Film name: Pet Sematary
Release date: 1989
Genre: Horror
Starring: Fred Gwynne, Denise Crosby
Director: Mary Lambert
Screenplay: Stephen King
Studio: Paramount Picture Studios
Length: 103 minutes
Rating: 4/5
I love film adaptations of Stephen King novels, so when Jim suggested that we watch this on Netflix one weekend I jumped at the chance.
The Creeds are a perfectly happy American family: dad Louis and mom Rachel have two lovely young children. They move from Chicago to Ludlow, Maine. It should all be idyllic, and at first it seems like it is.
Their new home is beautiful. Their elderly neighbour, Jud, is friendly. Their kids settle in just fine, and their cat takes to living in the country. Louis has moved here to work as a doctor in the local community.
Then young Ellie notices a path, which leads to the pet sematary. The racing trucks on the road right next to their home explain why pet mortality runs at such a fast pace.
Ellie’s younger brother Gage, a toddler, strays towards the road and the Creeds worry that Church, their cat, might get run over.
Tragedy is all around the Creeds in their new community even before they visit the pet sematary and Louis learns the dark nature of its power from their neighbour.
A collision with a speeding truck severely injures a young jogger, Victor Pascow, whose ghost appears to Louis and laments the doctor’s inability to save him.
Victor tells Louis that the pet semetary ground is sour and warns him not to go there. Their help, Missy, hangs herself, convinced that her stomach pains are cancer. There is a cameo for Stephen King at her funeral: he plays the pastor conducting the burial service.
With these double tragedies weighing on the family, Rachel takes the children to her parents for Thanksgiving. This leaves Louis alone at the new house when Church is run over and killed. Jud describes how burying his childhood dog in the pet sematary led to the animal coming back to life.
Louis is keen to avoid telling his children about Church’s death, so he buries their cat on the sour ground. But as Jud will later warn Louis, those who return from the dead via the pet sematary are not the same creatures they once were. Sometimes, dead is better.
One of the things I appreciated most about Pet Sematary was the simple fact that, courtesy of Stephen King as writer and Mary Lambert as director, no one felt the need to blame the mom for everything that went wrong.
The horror was purely external in this story. There was no traumatic backstory (that lies ahead for the Creeds), just a happy family. The house they moved into wasn’t working against them.
It was fine. It was the pet sematary that presented the problem. When things do go wrong, it is Louis’s misjudged response to Church’s death that sets in motion a train of tragic events that will engulf the Creed family.
It was pleasant to see a horror film where domestic tragedies are placed more at the feet of the husband and father. We often see films in this genre where the mother is to blame for everything that happens to her family and home.
Jud was played by Fred Gwynne, better known as Herman Munster. This gave a great horror feel to the film right from the start. The tone was greatly strengthened by the set for the pet sematary.
The production crew worked hard to make it really uncomfortable and sinister. A further location at the top of the hill, the ancient Indian burial ground abandoned after the tribe realised that the ground was tainted and brought the dead back to life again, is even more disturbing.
This was presented very effectively against the simple homes of the Creeds and Jud.
The evil in the ground does its work on more than one character in Pet Sematary and it seeps back into both homes eventually.
There is a sequel, which Jim was quick to point out wasn’t as good as this first film. I can believe it.
Horror sequels are hard to sustain, and the narrative of Pet Sematary was perfectly complete in just one outing. I loved it.
Click on this link https://amzn.to/3oZ2UH6 to buy this film from Amazon via affiliate marketing, for which I receive a small commission. Thank you for supporting John C Adams Reviews blog in this way.
If you’ve enjoyed this review, you might like to subscribe to my blog.
If you’ve enjoyed this review, you might be interested reading in my review of Haunted by James Herbert.
Or you might like to take a look at my review of A People’s History of the Vampire Uprising by Raymond A Villareal.
If you fancy something different, you might like to take a chance on my review of Symptoms of Being Human by Jeff Garvin.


**Task objective:** Using the data below, return every line that holds the word "axes".

= = = = =

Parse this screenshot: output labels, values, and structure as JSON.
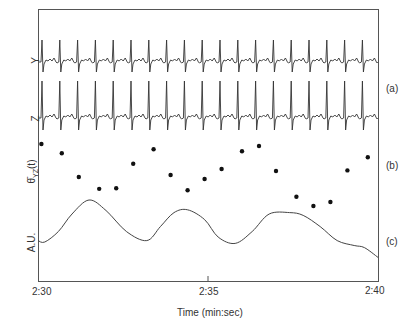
{
  "chart_data": {
    "type": "line",
    "title": "",
    "xlabel": "Time (min:sec)",
    "x_ticks": [
      "2:30",
      "2:35",
      "2:40"
    ],
    "x_range_seconds": [
      150,
      160
    ],
    "grid": false,
    "legend": null,
    "panels": [
      {
        "id": "a",
        "panel_label": "(a)",
        "description": "Two ECG leads (Y and Z), approx 19 beats over 10 s",
        "series": [
          {
            "name": "Y",
            "ylabel": "Y",
            "type": "ecg",
            "beat_times_s": [
              150.2,
              151.3,
              152.4,
              153.4,
              154.4,
              155.4,
              156.5,
              157.5,
              158.6,
              159.6,
              150.76,
              151.8,
              152.9,
              153.9,
              154.9,
              156.0,
              157.0,
              158.1,
              159.1
            ]
          },
          {
            "name": "Z",
            "ylabel": "Z",
            "type": "ecg"
          }
        ]
      },
      {
        "id": "b",
        "panel_label": "(b)",
        "ylabel": "θ̄_YZ(t)",
        "type": "scatter",
        "description": "Beat-to-beat mean angle between Y and Z leads (relative position, 0 = low, 1 = high)",
        "x": [
          150.1,
          150.7,
          151.2,
          151.8,
          152.3,
          152.8,
          153.4,
          153.9,
          154.4,
          154.9,
          155.4,
          156.0,
          156.5,
          157.0,
          157.6,
          158.1,
          158.6,
          159.1,
          159.7
        ],
        "values": [
          0.97,
          0.83,
          0.47,
          0.29,
          0.3,
          0.67,
          0.89,
          0.5,
          0.27,
          0.44,
          0.59,
          0.86,
          0.94,
          0.56,
          0.17,
          0.03,
          0.09,
          0.57,
          0.77
        ]
      },
      {
        "id": "c",
        "panel_label": "(c)",
        "ylabel": "A.U.",
        "type": "line",
        "description": "Slow oscillation (respiration-like), arbitrary units",
        "x": [
          150.0,
          150.2,
          150.6,
          151.0,
          151.5,
          152.0,
          152.6,
          153.2,
          153.6,
          154.0,
          154.4,
          154.9,
          155.3,
          155.8,
          156.3,
          156.8,
          157.4,
          157.8,
          158.3,
          158.8,
          159.3,
          159.6,
          160.0
        ],
        "values": [
          0.42,
          0.4,
          0.55,
          0.8,
          1.0,
          0.85,
          0.55,
          0.42,
          0.62,
          0.82,
          0.86,
          0.72,
          0.47,
          0.38,
          0.55,
          0.8,
          0.82,
          0.78,
          0.62,
          0.42,
          0.35,
          0.32,
          0.18
        ]
      }
    ]
  },
  "labels": {
    "y_lead": "Y",
    "z_lead": "Z",
    "theta_label": "θ̄",
    "theta_sub": "YZ",
    "theta_arg": "(t)",
    "au_label": "A.U.",
    "panel_a": "(a)",
    "panel_b": "(b)",
    "panel_c": "(c)",
    "xtick_0": "2:30",
    "xtick_1": "2:35",
    "xtick_2": "2:40",
    "xlabel": "Time (min:sec)"
  },
  "colors": {
    "trace": "#333333",
    "frame": "#555555",
    "dots": "#111111"
  }
}
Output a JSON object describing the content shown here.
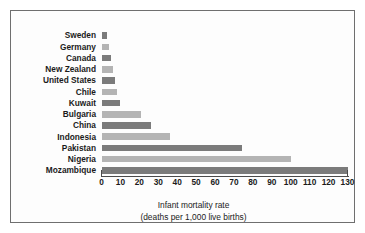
{
  "chart_data": {
    "type": "bar",
    "orientation": "horizontal",
    "title": "",
    "xlabel": "Infant mortality rate",
    "xlabel_line2": "(deaths per 1,000 live births)",
    "ylabel": "",
    "categories": [
      "Sweden",
      "Germany",
      "Canada",
      "New Zealand",
      "United States",
      "Chile",
      "Kuwait",
      "Bulgaria",
      "China",
      "Indonesia",
      "Pakistan",
      "Nigeria",
      "Mozambique"
    ],
    "values": [
      3,
      4,
      5,
      6,
      7,
      8,
      10,
      21,
      26,
      36,
      74,
      100,
      130
    ],
    "xlim": [
      0,
      130
    ],
    "xticks": [
      0,
      10,
      20,
      30,
      40,
      50,
      60,
      70,
      80,
      90,
      100,
      110,
      120,
      130
    ],
    "xtick_labels": [
      "0",
      "10",
      "20",
      "30",
      "40",
      "50",
      "60",
      "70",
      "80",
      "90",
      "100",
      "110",
      "120",
      "130"
    ],
    "grid": false,
    "legend": null,
    "bar_colors": [
      "#7b7b7b",
      "#b4b4b4"
    ],
    "frame_color": "#6f6f6f",
    "axis_color": "#4a4a4a",
    "text_color": "#1b1b1b",
    "background": "#fdfdfd"
  }
}
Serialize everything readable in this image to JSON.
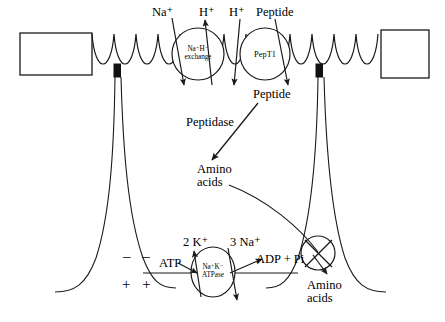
{
  "figure": {
    "type": "biological-cell-diagram",
    "colors": {
      "stroke": "#1a1a1a",
      "background": "#ffffff",
      "tight_junction": "#111111"
    }
  },
  "apical": {
    "transporters": [
      {
        "id": "nahe",
        "label_line1": "Na⁺H⁻",
        "label_line2": "exchange",
        "substrates_in": [
          "Na⁺"
        ],
        "substrates_out": [
          "H⁺"
        ]
      },
      {
        "id": "pept1",
        "label_line1": "PepT1",
        "label_line2": "",
        "substrates_in": [
          "H⁺",
          "Peptide"
        ],
        "substrates_out": []
      }
    ],
    "lumen_labels": [
      {
        "text": "Na⁺",
        "x": 155,
        "y": 8
      },
      {
        "text": "H⁺",
        "x": 201,
        "y": 8
      },
      {
        "text": "H⁺",
        "x": 231,
        "y": 8
      },
      {
        "text": "Peptide",
        "x": 254,
        "y": 8
      }
    ]
  },
  "cytoplasm": {
    "labels": [
      {
        "id": "peptide-intracellular",
        "text": "Peptide",
        "x": 254,
        "y": 89
      },
      {
        "id": "peptidase",
        "text": "Peptidase",
        "x": 189,
        "y": 118
      },
      {
        "id": "amino-acids-cytosol-line1",
        "text": "Amino",
        "x": 200,
        "y": 166
      },
      {
        "id": "amino-acids-cytosol-line2",
        "text": "acids",
        "x": 200,
        "y": 180
      }
    ]
  },
  "basolateral": {
    "pump": {
      "id": "na-k-atpase",
      "label_line1": "Na⁺K⁻",
      "label_line2": "ATPase"
    },
    "labels": [
      {
        "id": "k-out",
        "text": "2 K⁺",
        "x": 184,
        "y": 239
      },
      {
        "id": "na-out",
        "text": "3 Na⁺",
        "x": 232,
        "y": 239
      },
      {
        "id": "atp",
        "text": "ATP",
        "x": 161,
        "y": 260
      },
      {
        "id": "adp-pi",
        "text": "ADP + Pi",
        "x": 258,
        "y": 256
      },
      {
        "id": "amino-acids-serosa-line1",
        "text": "Amino",
        "x": 310,
        "y": 282
      },
      {
        "id": "amino-acids-serosa-line2",
        "text": "acids",
        "x": 310,
        "y": 296
      }
    ],
    "charges": {
      "negative": "– –",
      "positive": "+ +"
    },
    "amino_acid_transporter": {
      "id": "aa-carrier",
      "symbol": "crossed-circle"
    }
  }
}
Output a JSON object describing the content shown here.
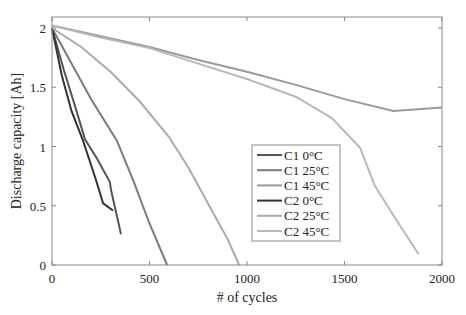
{
  "chart_data": {
    "type": "line",
    "title": "",
    "xlabel": "# of cycles",
    "ylabel": "Discharge capacity [Ah]",
    "xlim": [
      0,
      2000
    ],
    "ylim": [
      0,
      2.05
    ],
    "xticks": [
      0,
      500,
      1000,
      1500,
      2000
    ],
    "xtick_labels": [
      "0",
      "500",
      "1000",
      "1500",
      "2000"
    ],
    "yticks": [
      0,
      0.5,
      1,
      1.5,
      2
    ],
    "ytick_labels": [
      "0",
      "0.5",
      "1",
      "1.5",
      "2"
    ],
    "grid": false,
    "legend_position": "center-right inside axes",
    "series": [
      {
        "name": "C1 0°C",
        "color": "#555555",
        "x": [
          0,
          60,
          120,
          169,
          230,
          297,
          303,
          354
        ],
        "y": [
          2.0,
          1.65,
          1.33,
          1.06,
          0.9,
          0.7,
          0.63,
          0.26
        ]
      },
      {
        "name": "C1 25°C",
        "color": "#7a7a7a",
        "x": [
          0,
          100,
          200,
          333,
          420,
          500,
          590
        ],
        "y": [
          2.0,
          1.7,
          1.4,
          1.05,
          0.7,
          0.35,
          0.0
        ]
      },
      {
        "name": "C1 45°C",
        "color": "#9a9a9a",
        "x": [
          0,
          250,
          500,
          750,
          1000,
          1250,
          1500,
          1750,
          2000
        ],
        "y": [
          2.02,
          1.93,
          1.84,
          1.73,
          1.63,
          1.52,
          1.4,
          1.3,
          1.33
        ]
      },
      {
        "name": "C2 0°C",
        "color": "#333333",
        "x": [
          0,
          50,
          100,
          159,
          205,
          231,
          262,
          313
        ],
        "y": [
          2.0,
          1.6,
          1.3,
          1.05,
          0.82,
          0.69,
          0.52,
          0.46
        ]
      },
      {
        "name": "C2 25°C",
        "color": "#aaaaaa",
        "x": [
          0,
          150,
          300,
          450,
          600,
          700,
          800,
          900,
          960
        ],
        "y": [
          2.0,
          1.84,
          1.63,
          1.38,
          1.08,
          0.82,
          0.52,
          0.22,
          0.0
        ]
      },
      {
        "name": "C2 45°C",
        "color": "#b8b8b8",
        "x": [
          0,
          250,
          500,
          750,
          1000,
          1250,
          1435,
          1580,
          1655,
          1750,
          1880
        ],
        "y": [
          2.02,
          1.92,
          1.83,
          1.7,
          1.57,
          1.42,
          1.24,
          0.99,
          0.67,
          0.42,
          0.09
        ]
      }
    ]
  }
}
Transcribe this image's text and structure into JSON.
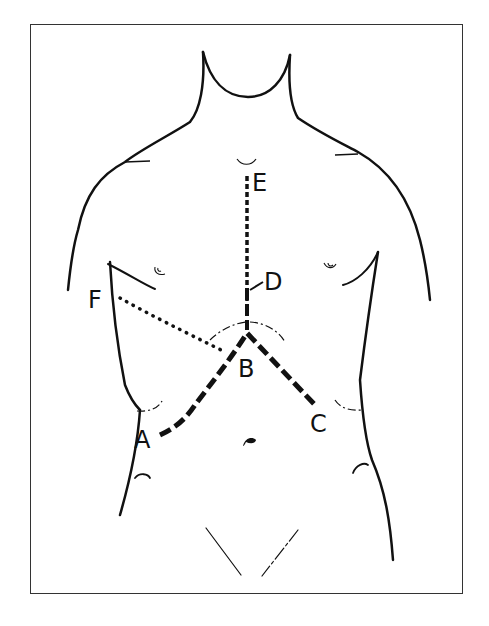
{
  "diagram": {
    "labels": {
      "A": "A",
      "B": "B",
      "C": "C",
      "D": "D",
      "E": "E",
      "F": "F"
    },
    "line_styles": {
      "E_to_B": "short-dashed (midline)",
      "A_B_C": "long-dashed (chevron)",
      "F_to_B": "dotted"
    },
    "colors": {
      "stroke": "#111111",
      "background": "#ffffff",
      "border": "#333333"
    }
  }
}
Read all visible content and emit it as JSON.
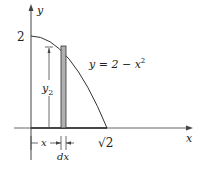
{
  "diagram": {
    "axes": {
      "x_label": "x",
      "y_label": "y"
    },
    "y_intercept_label": "2",
    "x_intercept_label": "√2",
    "curve_label": "y = 2 − x²",
    "curve_label_parts": {
      "lhs": "y = 2 − x",
      "exp": "2"
    },
    "strip_height_label": {
      "base": "y",
      "sub": "2"
    },
    "x_distance_label": "x",
    "strip_width_label": "dx",
    "colors": {
      "line": "#222222",
      "strip": "#b0b0b0",
      "axis": "#555555"
    }
  }
}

= = = = =

**Task answer:**
    "legend_position": "center-right inside axes",
    "axes": {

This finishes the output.